115.2
Education for Reconciliation: Confronting the Challenge of Residential Schooling and Its Intergenerational Impact in Canada

Thursday, 19 July 2018: 10:45
Location: 104A (MTCC NORTH BUILDING)
Oral Presentation
Terry WOTHERSPOON, University of Saskatchewan, Canada
Emily MILNE, MacEwan University, Canada
Canada’s national Truth and Reconciliation Commission, which highlighted the impact of residential schooling on Indigenous survivors of those schools, has also drawn attention to the intergenerational consequences of residential schooling and what it signifies for relationships between Indigenous people and other Canadians. In seeking to acknowledge and move beyond the “cultural genocide” represented in the policy, the commission’s final report included a series of calls for action to mobilize movement towards reconciliation, many of which involve educational mandates; as emphasized by the declaration by the commission’s chair, Murray Sinclair, “Education is what got us into this mess…but education is the key to reconciliation” (Watters, 2015).

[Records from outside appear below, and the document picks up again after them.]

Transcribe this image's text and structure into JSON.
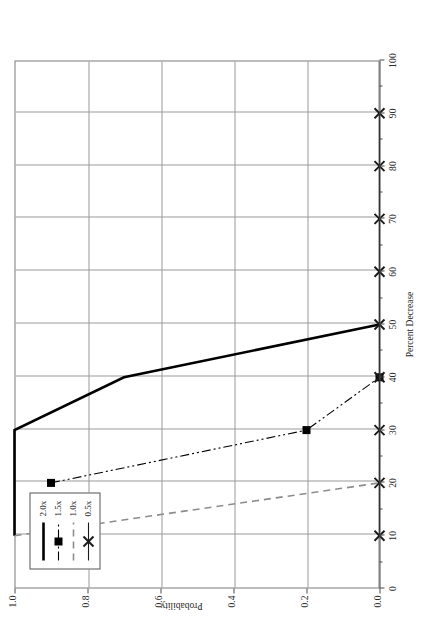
{
  "chart_data": {
    "type": "line",
    "title": "",
    "subtitle": "",
    "xlabel": "Percent Decrease",
    "ylabel": "Probability",
    "xlim": [
      0,
      100
    ],
    "ylim": [
      0,
      1.0
    ],
    "x_ticks": [
      0,
      10,
      20,
      30,
      40,
      50,
      60,
      70,
      80,
      90,
      100
    ],
    "x_tick_labels": [
      "0",
      "10",
      "20",
      "30",
      "40",
      "50",
      "60",
      "70",
      "80",
      "90",
      "100"
    ],
    "y_ticks": [
      0.0,
      0.2,
      0.4,
      0.6,
      0.8,
      1.0
    ],
    "y_tick_labels": [
      "0.0",
      "0.2",
      "0.4",
      "0.6",
      "0.8",
      "1.0"
    ],
    "grid": true,
    "legend_position": "top-left",
    "orientation": "rotated-90-ccw",
    "series": [
      {
        "name": "2.0x",
        "style": "solid",
        "color": "#000000",
        "marker": "none",
        "linewidth": 2.6,
        "x": [
          10,
          30,
          40,
          50
        ],
        "y": [
          1.0,
          1.0,
          0.7,
          0.0
        ]
      },
      {
        "name": "1.5x",
        "style": "dash-dot-dot",
        "color": "#000000",
        "marker": "square",
        "linewidth": 1.1,
        "x": [
          20,
          30,
          40
        ],
        "y": [
          0.9,
          0.2,
          0.0
        ]
      },
      {
        "name": "1.0x",
        "style": "dashed",
        "color": "#8c8c8c",
        "marker": "none",
        "linewidth": 1.6,
        "x": [
          10,
          20
        ],
        "y": [
          1.0,
          0.0
        ]
      },
      {
        "name": "0.5x",
        "style": "solid-with-x",
        "color": "#1a1a1a",
        "marker": "x",
        "linewidth": 1.1,
        "x": [
          10,
          20,
          30,
          40,
          50,
          60,
          70,
          80,
          90
        ],
        "y": [
          0.0,
          0.0,
          0.0,
          0.0,
          0.0,
          0.0,
          0.0,
          0.0,
          0.0
        ]
      }
    ],
    "legend_entries": [
      {
        "label": "2.0x"
      },
      {
        "label": "1.5x"
      },
      {
        "label": "1.0x"
      },
      {
        "label": "0.5x"
      }
    ]
  }
}
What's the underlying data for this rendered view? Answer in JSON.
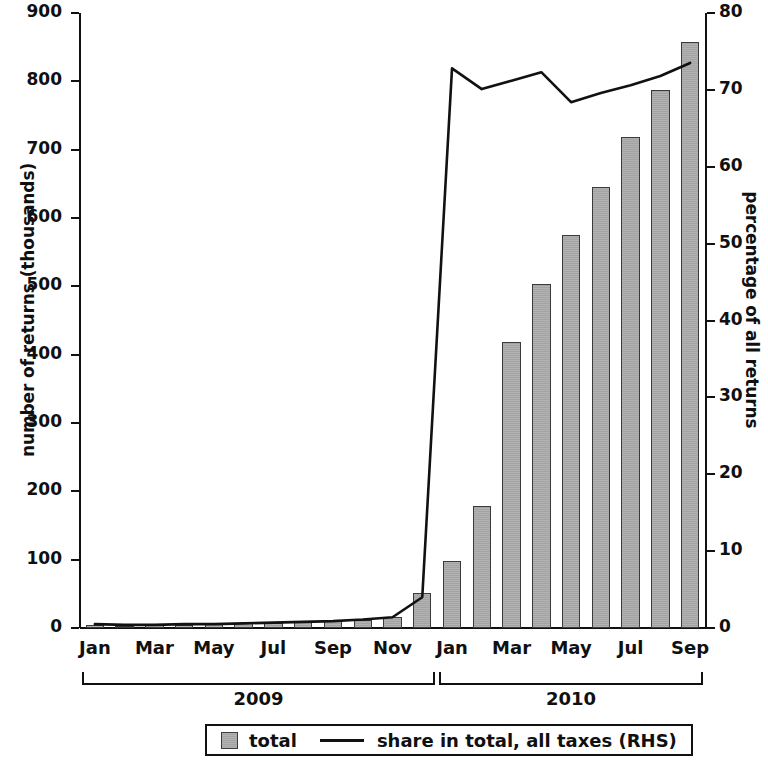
{
  "chart_data": {
    "type": "bar",
    "title": "",
    "xlabel": "",
    "ylabel": "number of returns  (thousands)",
    "y2label": "percentage of  all returns",
    "ylim": [
      0,
      900
    ],
    "y2lim": [
      0,
      80
    ],
    "yticks": [
      "0",
      "100",
      "200",
      "300",
      "400",
      "500",
      "600",
      "700",
      "800",
      "900"
    ],
    "y2ticks": [
      "0",
      "10",
      "20",
      "30",
      "40",
      "50",
      "60",
      "70",
      "80"
    ],
    "grid": false,
    "legend_position": "bottom",
    "categories": [
      "Jan 2009",
      "Feb 2009",
      "Mar 2009",
      "Apr 2009",
      "May 2009",
      "Jun 2009",
      "Jul 2009",
      "Aug 2009",
      "Sep 2009",
      "Oct 2009",
      "Nov 2009",
      "Dec 2009",
      "Jan 2010",
      "Feb 2010",
      "Mar 2010",
      "Apr 2010",
      "May 2010",
      "Jun 2010",
      "Jul 2010",
      "Aug 2010",
      "Sep 2010"
    ],
    "tick_labels": [
      "Jan",
      "",
      "Mar",
      "",
      "May",
      "",
      "Jul",
      "",
      "Sep",
      "",
      "Nov",
      "",
      "Jan",
      "",
      "Mar",
      "",
      "May",
      "",
      "Jul",
      "",
      "Sep"
    ],
    "group_brackets": [
      {
        "label": "2009",
        "start_index": 0,
        "end_index": 11
      },
      {
        "label": "2010",
        "start_index": 12,
        "end_index": 20
      }
    ],
    "series": [
      {
        "name": "total",
        "type": "bar",
        "axis": "left",
        "color": "#a9a9a9",
        "values": [
          4,
          3,
          4,
          5,
          6,
          7,
          8,
          9,
          10,
          12,
          16,
          51,
          98,
          178,
          419,
          504,
          575,
          646,
          718,
          788,
          857
        ]
      },
      {
        "name": "share in total, all taxes (RHS)",
        "type": "line",
        "axis": "right",
        "color": "#111111",
        "values": [
          0.5,
          0.4,
          0.4,
          0.5,
          0.5,
          0.6,
          0.7,
          0.8,
          0.9,
          1.1,
          1.4,
          4.0,
          72.8,
          70.1,
          71.2,
          72.3,
          68.4,
          69.6,
          70.6,
          71.8,
          73.5
        ]
      }
    ],
    "legend": [
      {
        "label": "total",
        "marker": "square"
      },
      {
        "label": "share in total, all taxes (RHS)",
        "marker": "line"
      }
    ]
  }
}
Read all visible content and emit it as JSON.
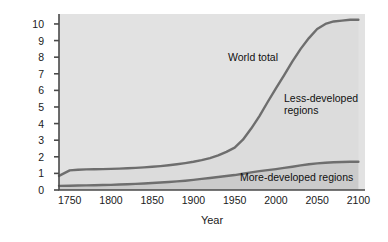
{
  "chart_data": {
    "type": "area",
    "title": "",
    "xlabel": "Year",
    "ylabel": "Billions of people",
    "xlim": [
      1737,
      2108
    ],
    "ylim": [
      0,
      10.6
    ],
    "grid": false,
    "legend_position": "inline-annotations",
    "xticks": [
      1750,
      1800,
      1850,
      1900,
      1950,
      2000,
      2050,
      2100
    ],
    "xtick_labels": [
      "1750",
      "1800",
      "1850",
      "1900",
      "1950",
      "2000",
      "2050",
      "2100"
    ],
    "yticks": [
      0,
      1,
      2,
      3,
      4,
      5,
      6,
      7,
      8,
      9,
      10
    ],
    "ytick_labels": [
      "0",
      "1",
      "2",
      "3",
      "4",
      "5",
      "6",
      "7",
      "8",
      "9",
      "10"
    ],
    "annotations": [
      {
        "text": "World total",
        "x": 1955,
        "y": 7.9
      },
      {
        "text": "Less-developed regions",
        "x": 2020,
        "y": 5.5
      },
      {
        "text": "More-developed regions",
        "x": 1975,
        "y": 0.85
      }
    ],
    "x": [
      1737,
      1750,
      1760,
      1770,
      1780,
      1790,
      1800,
      1810,
      1820,
      1830,
      1840,
      1850,
      1860,
      1870,
      1880,
      1890,
      1900,
      1910,
      1920,
      1930,
      1940,
      1950,
      1960,
      1970,
      1980,
      1990,
      2000,
      2010,
      2020,
      2030,
      2040,
      2050,
      2060,
      2070,
      2080,
      2090,
      2100
    ],
    "series": [
      {
        "name": "World total",
        "color": "#6e6e6e",
        "fill": "#d4d4d4",
        "values": [
          0.85,
          1.18,
          1.22,
          1.24,
          1.25,
          1.26,
          1.27,
          1.29,
          1.31,
          1.33,
          1.36,
          1.4,
          1.44,
          1.49,
          1.55,
          1.62,
          1.7,
          1.8,
          1.92,
          2.08,
          2.3,
          2.55,
          3.03,
          3.7,
          4.45,
          5.3,
          6.12,
          6.92,
          7.75,
          8.5,
          9.15,
          9.7,
          10.0,
          10.15,
          10.2,
          10.25,
          10.25
        ]
      },
      {
        "name": "More-developed regions",
        "color": "#6e6e6e",
        "fill": "#c0c0c0",
        "values": [
          0.25,
          0.26,
          0.27,
          0.28,
          0.29,
          0.3,
          0.31,
          0.33,
          0.35,
          0.37,
          0.39,
          0.42,
          0.45,
          0.48,
          0.52,
          0.56,
          0.61,
          0.67,
          0.72,
          0.78,
          0.84,
          0.9,
          0.98,
          1.06,
          1.14,
          1.2,
          1.26,
          1.33,
          1.4,
          1.48,
          1.55,
          1.6,
          1.64,
          1.67,
          1.69,
          1.7,
          1.7
        ]
      }
    ]
  },
  "plot": {
    "background_color": "#e2e2e2",
    "lower_band_color": "#cbcbcb",
    "upper_band_color": "#dcdcdc",
    "line_color": "#6e6e6e",
    "frame_color": "#4a4a4a",
    "page_background": "#ffffff"
  }
}
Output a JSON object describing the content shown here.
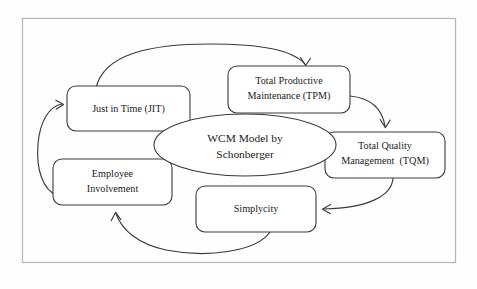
{
  "diagram": {
    "title": "WCM Model by Schonberger",
    "type": "cycle-diagram",
    "frame": {
      "visible": true,
      "color": "#b9b9b9"
    },
    "center_node": {
      "name": "wcm-model-center",
      "shape": "ellipse",
      "line1": "WCM Model by",
      "line2": "Schonberger"
    },
    "nodes": [
      {
        "name": "just-in-time",
        "shape": "rounded-rect",
        "line1": "Just in Time (JIT)",
        "line2": ""
      },
      {
        "name": "total-productive-maintenance",
        "shape": "rounded-rect",
        "line1": "Total Productive",
        "line2": "Maintenance (TPM)"
      },
      {
        "name": "total-quality-management",
        "shape": "rounded-rect",
        "line1": "Total Quality",
        "line2": "Management  (TQM)"
      },
      {
        "name": "simplycity",
        "shape": "rounded-rect",
        "line1": "Simplycity",
        "line2": ""
      },
      {
        "name": "employee-involvement",
        "shape": "rounded-rect",
        "line1": "Employee",
        "line2": "Involvement"
      }
    ],
    "connections": [
      {
        "name": "arrow-jit-to-tpm",
        "from": "just-in-time",
        "to": "total-productive-maintenance"
      },
      {
        "name": "arrow-tpm-to-tqm",
        "from": "total-productive-maintenance",
        "to": "total-quality-management"
      },
      {
        "name": "arrow-tqm-to-simplycity",
        "from": "total-quality-management",
        "to": "simplycity"
      },
      {
        "name": "arrow-simplycity-to-employee",
        "from": "simplycity",
        "to": "employee-involvement"
      },
      {
        "name": "arrow-employee-to-jit",
        "from": "employee-involvement",
        "to": "just-in-time"
      }
    ],
    "colors": {
      "stroke": "#3a3a3a",
      "fill": "#ffffff",
      "frame": "#b9b9b9",
      "text": "#1a1a1a"
    }
  }
}
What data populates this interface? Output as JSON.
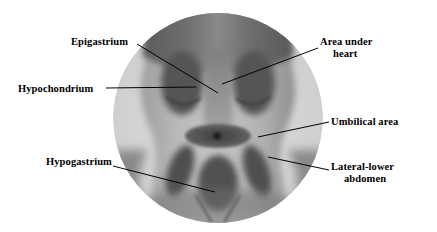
{
  "figure": {
    "background_color": "#ffffff",
    "line_color": "#000000",
    "text_color": "#000000"
  },
  "illustration": {
    "name": "abdomen-torso-grayscale",
    "description": "Grayscale photographic torso showing abdominal regions inside a light circular vignette",
    "palette": {
      "circle_light": "#d9d9d9",
      "skin_mid": "#9a9a9a",
      "skin_light": "#c4c4c4",
      "shade_dark": "#5e5e5e",
      "shade_darker": "#4a4a4a",
      "navel_dot": "#1c1c1c"
    },
    "regions": [
      {
        "name": "chest-upper",
        "tone": "#6a6a6a"
      },
      {
        "name": "epigastric-column",
        "tone": "#8d8d8d"
      },
      {
        "name": "hypochondrium-left",
        "tone": "#5a5a5a"
      },
      {
        "name": "hypochondrium-right",
        "tone": "#5a5a5a"
      },
      {
        "name": "umbilical-ellipse",
        "tone": "#5b5b5b"
      },
      {
        "name": "hypogastric-oval",
        "tone": "#565656"
      },
      {
        "name": "lateral-lower-left",
        "tone": "#545454"
      },
      {
        "name": "lateral-lower-right",
        "tone": "#545454"
      }
    ]
  },
  "labels": {
    "epigastrium": {
      "text": "Epigastrium"
    },
    "hypochondrium": {
      "text": "Hypochondrium"
    },
    "hypogastrium": {
      "text": "Hypogastrium"
    },
    "area_under_heart": {
      "line1": "Area under",
      "line2": "heart"
    },
    "umbilical_area": {
      "text": "Umbilical area"
    },
    "lateral_lower_abdomen": {
      "line1": "Lateral-lower",
      "line2": "abdomen"
    }
  },
  "leader_lines": [
    {
      "name": "leader-epigastrium",
      "from": [
        137,
        44
      ],
      "to": [
        218,
        93
      ]
    },
    {
      "name": "leader-hypochondrium",
      "from": [
        106,
        88
      ],
      "to": [
        196,
        87
      ]
    },
    {
      "name": "leader-hypogastrium",
      "from": [
        113,
        166
      ],
      "to": [
        215,
        192
      ]
    },
    {
      "name": "leader-area-under-heart",
      "from": [
        318,
        48
      ],
      "to": [
        222,
        84
      ]
    },
    {
      "name": "leader-umbilical-area",
      "from": [
        329,
        122
      ],
      "to": [
        258,
        137
      ]
    },
    {
      "name": "leader-lateral-lower-abdomen",
      "from": [
        329,
        170
      ],
      "to": [
        268,
        157
      ]
    }
  ]
}
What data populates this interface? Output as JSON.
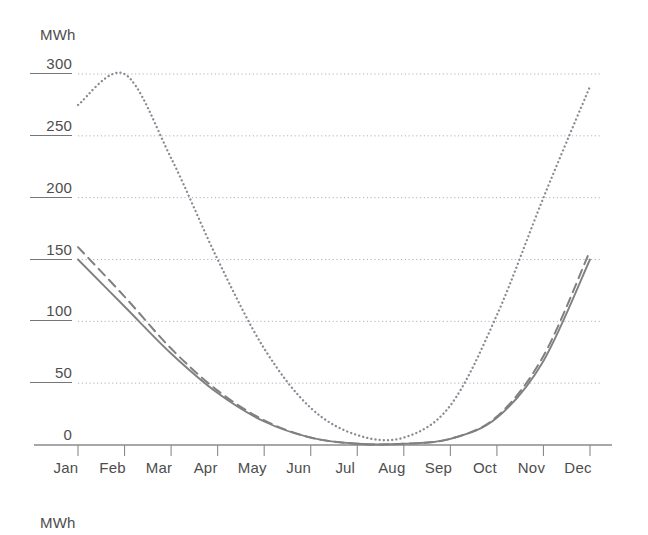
{
  "axis_unit_top": "MWh",
  "axis_unit_bottom": "MWh",
  "colors": {
    "line": "#808080",
    "gridline": "#b0b0c0",
    "axis": "#8a8a8a",
    "text": "#4d4d4d"
  },
  "yticks": [
    {
      "label": "300",
      "value": 300,
      "underlined": true
    },
    {
      "label": "250",
      "value": 250,
      "underlined": true
    },
    {
      "label": "200",
      "value": 200,
      "underlined": true
    },
    {
      "label": "150",
      "value": 150,
      "underlined": true
    },
    {
      "label": "100",
      "value": 100,
      "underlined": true
    },
    {
      "label": "50",
      "value": 50,
      "underlined": true
    },
    {
      "label": "0",
      "value": 0,
      "underlined": false
    }
  ],
  "chart_data": {
    "type": "line",
    "title": "",
    "xlabel": "",
    "ylabel": "MWh",
    "ylim": [
      0,
      300
    ],
    "grid": true,
    "legend": "none",
    "categories": [
      "Jan",
      "Feb",
      "Mar",
      "Apr",
      "May",
      "Jun",
      "Jul",
      "Aug",
      "Sep",
      "Oct",
      "Nov",
      "Dec"
    ],
    "ytick_values": [
      0,
      50,
      100,
      150,
      200,
      250,
      300
    ],
    "series": [
      {
        "name": "dotted",
        "style": "dotted",
        "color": "#8a8a95",
        "values": [
          275,
          300,
          232,
          150,
          78,
          30,
          8,
          6,
          32,
          105,
          200,
          290
        ]
      },
      {
        "name": "solid",
        "style": "solid",
        "color": "#808080",
        "values": [
          150,
          112,
          74,
          42,
          19,
          6,
          1,
          1,
          5,
          22,
          68,
          150
        ]
      },
      {
        "name": "dashed",
        "style": "dashed",
        "color": "#808080",
        "values": [
          160,
          120,
          78,
          44,
          20,
          6,
          1,
          1,
          5,
          23,
          72,
          157
        ]
      }
    ]
  }
}
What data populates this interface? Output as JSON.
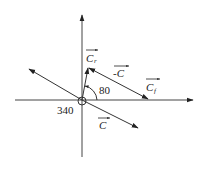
{
  "diagram": {
    "type": "vector-diagram",
    "colors": {
      "line": "#333333",
      "text": "#222222",
      "background": "#ffffff"
    },
    "origin": {
      "x": 82,
      "y": 100
    },
    "vectors": [
      {
        "id": "C_r",
        "label": "C",
        "subscript": "r",
        "has_arrow_over": true
      },
      {
        "id": "neg_C",
        "label": "-C",
        "has_arrow_over": true
      },
      {
        "id": "C_f",
        "label": "C",
        "subscript": "f",
        "has_arrow_over": true
      },
      {
        "id": "C",
        "label": "C",
        "has_arrow_over": true
      }
    ],
    "angles": [
      {
        "label": "80"
      },
      {
        "label": "340"
      }
    ]
  }
}
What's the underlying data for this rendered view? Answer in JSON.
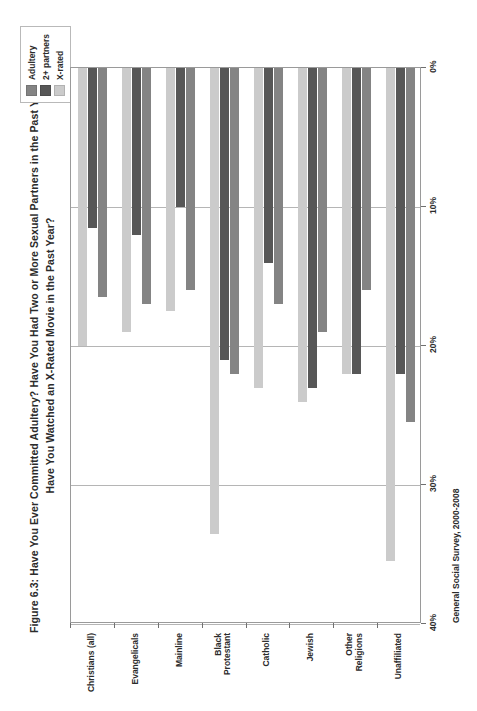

This paper explores the dynamics and prospects for effective change associated with reforms in elementary and secondary education systems in Canada since the release of the calls for action. School boards and educational organizations across the nation have engaged in a flurry of activity in the two years since the report’s release in an overwhelming show of support for the reconciliation process but important questions remain concerning the nature and consequences of these activities. The analysis highlights these reforms, including a critical assessment of their potential for effective change and the limitations associated with their implementation, based on analysis of policy guidelines, action plans and public discourses on relations between Indigenous people and other Canadians. The paper addresses key questions: to what extent are all of these initiatives a matter of performativity and good faith rather than a movement towards foundational change? To what extent is effective reconciliation possible and how can it be accomplished in the context of institutional structures and discourses framed within the context of a white settler colonial society?